THE TASK — Return the data below in full and exactly, except that the pictures are dropped.

AVAILABLE DATA —
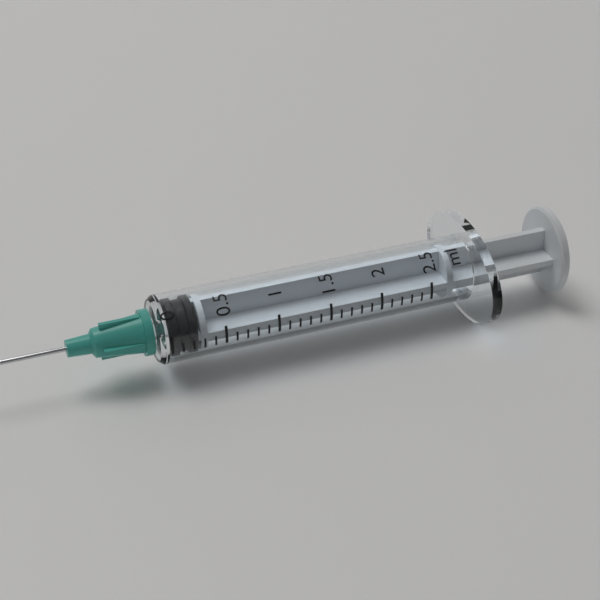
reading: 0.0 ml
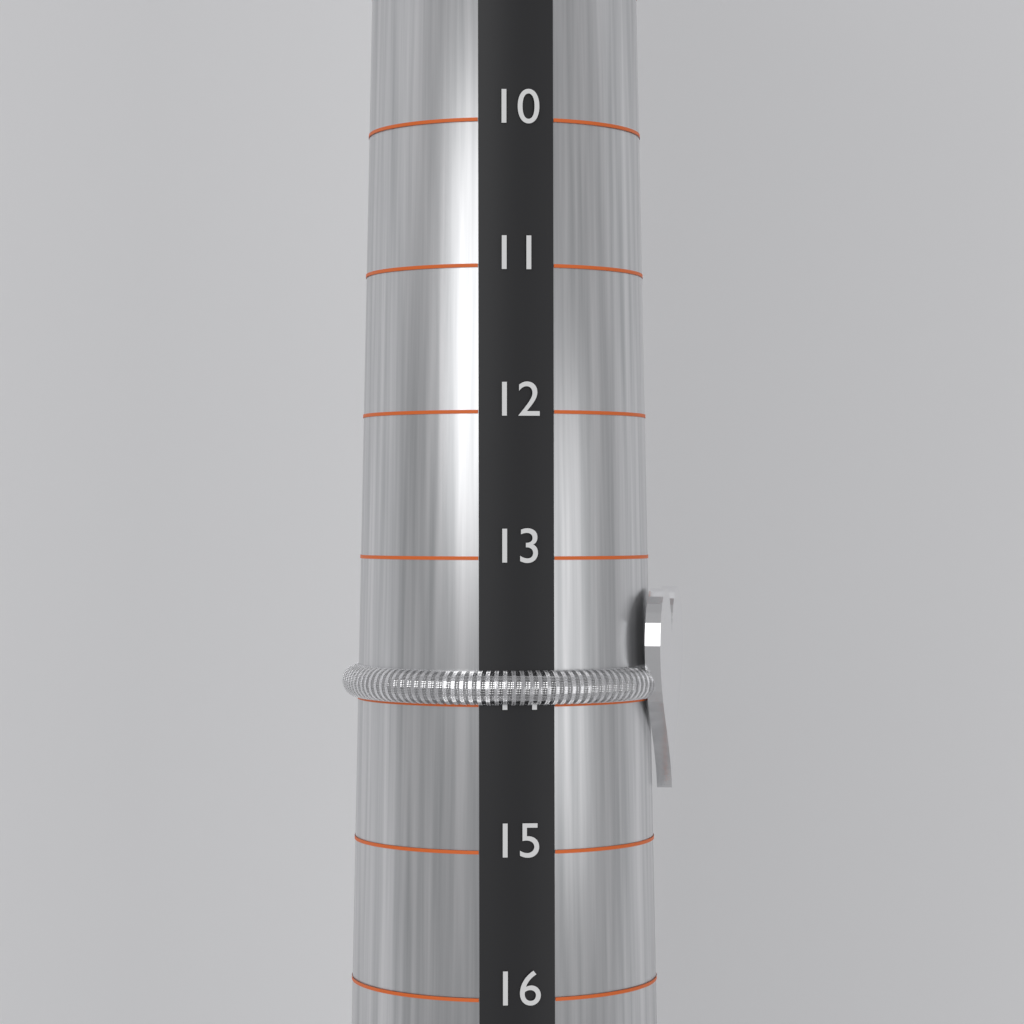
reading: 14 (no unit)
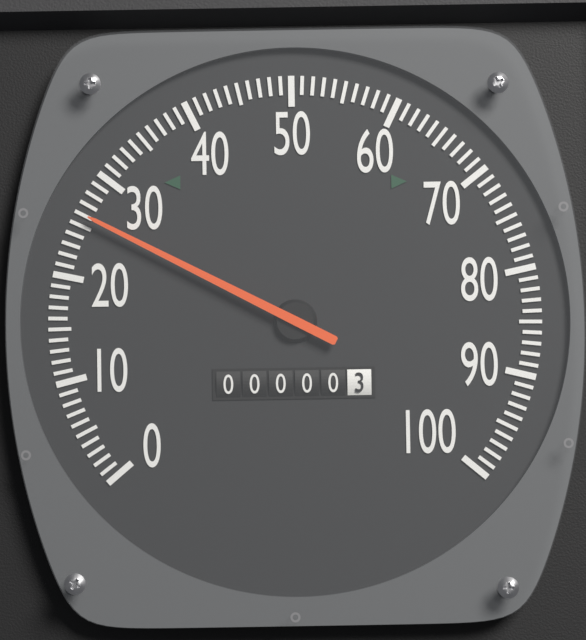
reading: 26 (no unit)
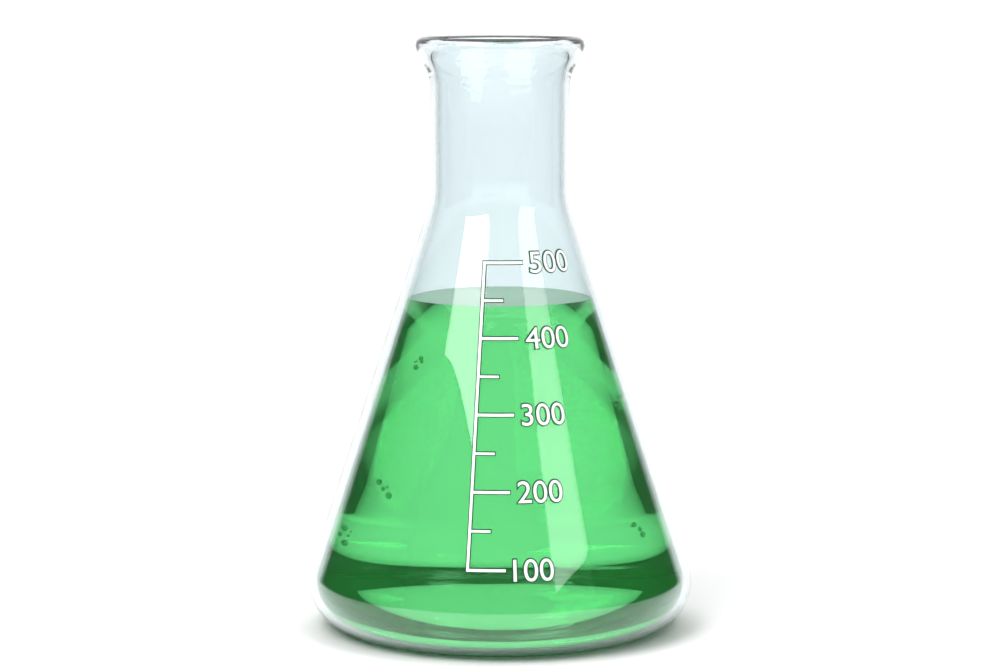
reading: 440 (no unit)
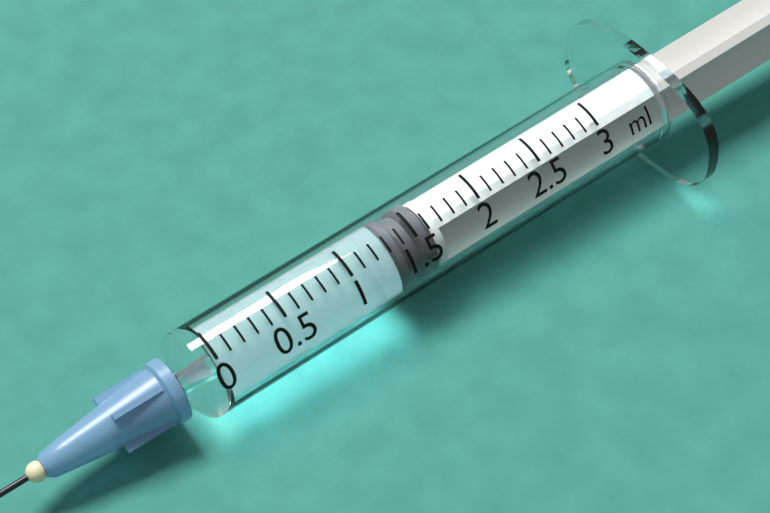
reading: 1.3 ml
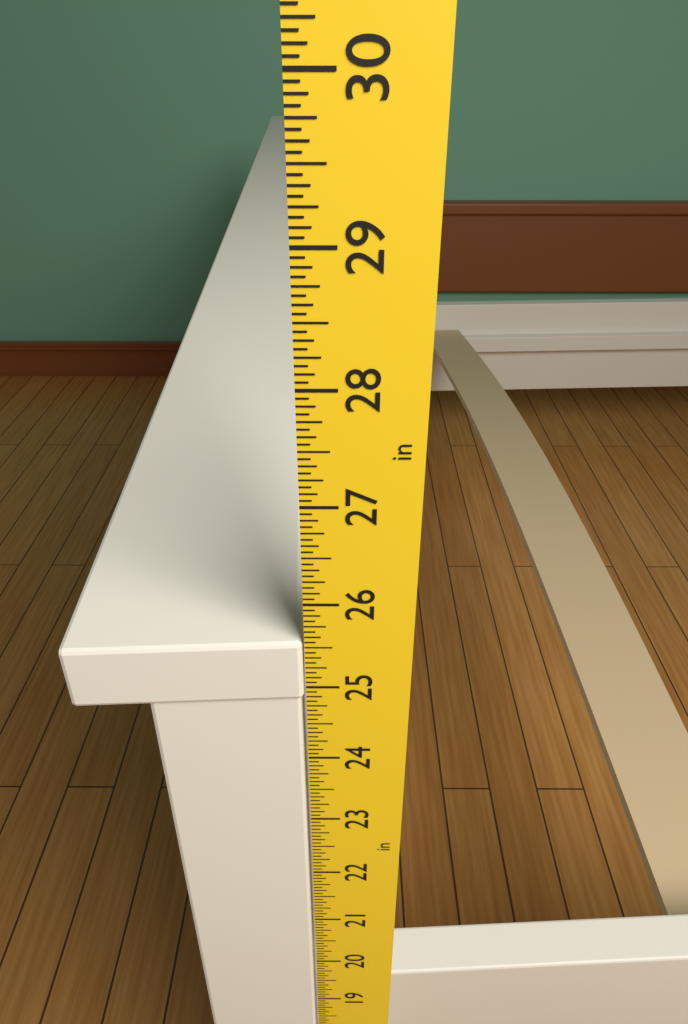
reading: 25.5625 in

EXPECTED OUTPUT —
reading: 0.0 ml
reading: 14 (no unit)
reading: 26 (no unit)
reading: 440 (no unit)
reading: 1.3 ml
reading: 25.5625 in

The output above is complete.